Wednesday, January 30, 2008

Failure a Choice Not Taken

The below article is from a news letter that I read today and I found it to be motivational to me and hope that it can be the same for you.
Chances are you've read about all of the following failures who ended up making a great impact in their chosen field of endeavor.
For example, as a young man Abraham Lincoln went to war as a captain and returned as a private. Winston Churchill failed sixth grade. Thomas Edison's teachers said he was "too stupid to learn anything." Albert Einstein didn't speak until he was 4-years-old and didn't read until he was 7. Louis Pasteur was only a mediocre pupil in undergraduate studies and ranked 15th out of 22 students in chemistry.
Henry Ford failed and went broke five times before he succeeded. F. W. Woolworth was not allowed to wait on customers when he worked in a dry goods store. When Bell telephone was struggling to get started, its owners offered all their rights to Western Union for $100,000. The offer was disdainfully rejected with the pronouncement, "What use could this company make of an electrical toy."
An expert said of Vince Lombardi: "He possesses minimal football knowledge and lacks motivation." Michael Jordan was cut from his high school basketball team. Babe Ruth is famous for his past home-run record, but for decades he also held the record for strikeouts.Walt Disney was fired by a newspaper editor because "he lacked imagination and had no good ideas." Charles Schultz of "Peanuts" fame had every cartoon he submitted rejected by his high school yearbook staff—and Walt Disney wouldn't hire him. After his first audition, Sidney Poitier was told by the casting director, "Why don't you stop wasting people's time and go out and become a dishwasher or something?" When Lucille Ball began studying to be actress in 1927, she was told by the head instructor of the John Murray Anderson Drama School, "Try any other profession.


Task details » Repeat every record below, word for word.

Stored items
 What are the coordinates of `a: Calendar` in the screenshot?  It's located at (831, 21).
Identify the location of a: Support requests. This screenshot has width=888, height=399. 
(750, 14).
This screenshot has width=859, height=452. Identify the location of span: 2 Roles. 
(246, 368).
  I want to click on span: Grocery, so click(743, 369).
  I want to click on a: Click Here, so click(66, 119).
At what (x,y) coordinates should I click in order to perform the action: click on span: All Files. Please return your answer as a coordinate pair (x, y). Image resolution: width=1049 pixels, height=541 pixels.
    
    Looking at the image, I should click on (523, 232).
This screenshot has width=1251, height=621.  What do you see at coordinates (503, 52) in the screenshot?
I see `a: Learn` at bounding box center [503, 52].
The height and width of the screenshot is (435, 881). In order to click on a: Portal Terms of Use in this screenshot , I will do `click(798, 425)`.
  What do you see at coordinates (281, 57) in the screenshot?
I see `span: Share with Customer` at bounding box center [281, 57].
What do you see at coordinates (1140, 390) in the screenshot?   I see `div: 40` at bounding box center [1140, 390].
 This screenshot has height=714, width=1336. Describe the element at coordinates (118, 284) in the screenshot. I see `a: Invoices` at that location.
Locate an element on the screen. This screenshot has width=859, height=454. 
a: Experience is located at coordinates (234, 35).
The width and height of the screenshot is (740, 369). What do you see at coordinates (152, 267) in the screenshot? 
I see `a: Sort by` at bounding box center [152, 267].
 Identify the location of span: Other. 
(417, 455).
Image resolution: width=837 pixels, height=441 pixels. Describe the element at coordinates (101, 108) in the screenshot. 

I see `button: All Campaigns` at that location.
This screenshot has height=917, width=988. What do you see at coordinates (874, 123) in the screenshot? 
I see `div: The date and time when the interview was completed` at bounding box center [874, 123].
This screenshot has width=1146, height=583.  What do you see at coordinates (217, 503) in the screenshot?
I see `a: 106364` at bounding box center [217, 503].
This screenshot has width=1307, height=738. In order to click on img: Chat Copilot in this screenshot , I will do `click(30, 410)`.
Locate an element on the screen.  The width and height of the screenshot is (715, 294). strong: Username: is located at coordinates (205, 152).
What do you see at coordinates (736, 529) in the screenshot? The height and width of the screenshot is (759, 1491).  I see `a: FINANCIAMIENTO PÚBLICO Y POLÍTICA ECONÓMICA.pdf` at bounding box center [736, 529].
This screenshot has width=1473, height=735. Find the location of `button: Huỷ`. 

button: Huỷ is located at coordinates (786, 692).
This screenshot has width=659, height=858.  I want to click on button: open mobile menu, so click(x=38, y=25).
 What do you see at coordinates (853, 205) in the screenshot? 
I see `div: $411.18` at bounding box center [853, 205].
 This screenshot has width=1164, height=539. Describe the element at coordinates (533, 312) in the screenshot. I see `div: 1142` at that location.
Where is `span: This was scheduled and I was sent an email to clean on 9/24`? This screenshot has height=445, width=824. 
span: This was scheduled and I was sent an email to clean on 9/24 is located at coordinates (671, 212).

Exercise response »
 What are the coordinates of `a: Calendar` in the screenshot?  It's located at (831, 21).
Identify the location of a: Support requests. This screenshot has width=888, height=399. 
(750, 14).
This screenshot has width=859, height=452. Identify the location of span: 2 Roles. 
(246, 368).
  I want to click on span: Grocery, so click(743, 369).
  I want to click on a: Click Here, so click(66, 119).
At what (x,y) coordinates should I click in order to perform the action: click on span: All Files. Please return your answer as a coordinate pair (x, y). Image resolution: width=1049 pixels, height=541 pixels.
    
    Looking at the image, I should click on (523, 232).
This screenshot has width=1251, height=621.  What do you see at coordinates (503, 52) in the screenshot?
I see `a: Learn` at bounding box center [503, 52].
The height and width of the screenshot is (435, 881). In order to click on a: Portal Terms of Use in this screenshot , I will do `click(798, 425)`.
  What do you see at coordinates (281, 57) in the screenshot?
I see `span: Share with Customer` at bounding box center [281, 57].
What do you see at coordinates (1140, 390) in the screenshot?   I see `div: 40` at bounding box center [1140, 390].
 This screenshot has height=714, width=1336. Describe the element at coordinates (118, 284) in the screenshot. I see `a: Invoices` at that location.
Locate an element on the screen. This screenshot has width=859, height=454. 
a: Experience is located at coordinates (234, 35).
The width and height of the screenshot is (740, 369). What do you see at coordinates (152, 267) in the screenshot? 
I see `a: Sort by` at bounding box center [152, 267].
 Identify the location of span: Other. 
(417, 455).
Image resolution: width=837 pixels, height=441 pixels. Describe the element at coordinates (101, 108) in the screenshot. 

I see `button: All Campaigns` at that location.
This screenshot has height=917, width=988. What do you see at coordinates (874, 123) in the screenshot? 
I see `div: The date and time when the interview was completed` at bounding box center [874, 123].
This screenshot has width=1146, height=583.  What do you see at coordinates (217, 503) in the screenshot?
I see `a: 106364` at bounding box center [217, 503].
This screenshot has width=1307, height=738. In order to click on img: Chat Copilot in this screenshot , I will do `click(30, 410)`.
Locate an element on the screen.  The width and height of the screenshot is (715, 294). strong: Username: is located at coordinates (205, 152).
What do you see at coordinates (736, 529) in the screenshot? The height and width of the screenshot is (759, 1491).  I see `a: FINANCIAMIENTO PÚBLICO Y POLÍTICA ECONÓMICA.pdf` at bounding box center [736, 529].
This screenshot has width=1473, height=735. Find the location of `button: Huỷ`. 

button: Huỷ is located at coordinates (786, 692).
This screenshot has width=659, height=858.  I want to click on button: open mobile menu, so click(x=38, y=25).
 What do you see at coordinates (853, 205) in the screenshot? 
I see `div: $411.18` at bounding box center [853, 205].
 This screenshot has width=1164, height=539. Describe the element at coordinates (533, 312) in the screenshot. I see `div: 1142` at that location.
Where is `span: This was scheduled and I was sent an email to clean on 9/24`? This screenshot has height=445, width=824. 
span: This was scheduled and I was sent an email to clean on 9/24 is located at coordinates (671, 212).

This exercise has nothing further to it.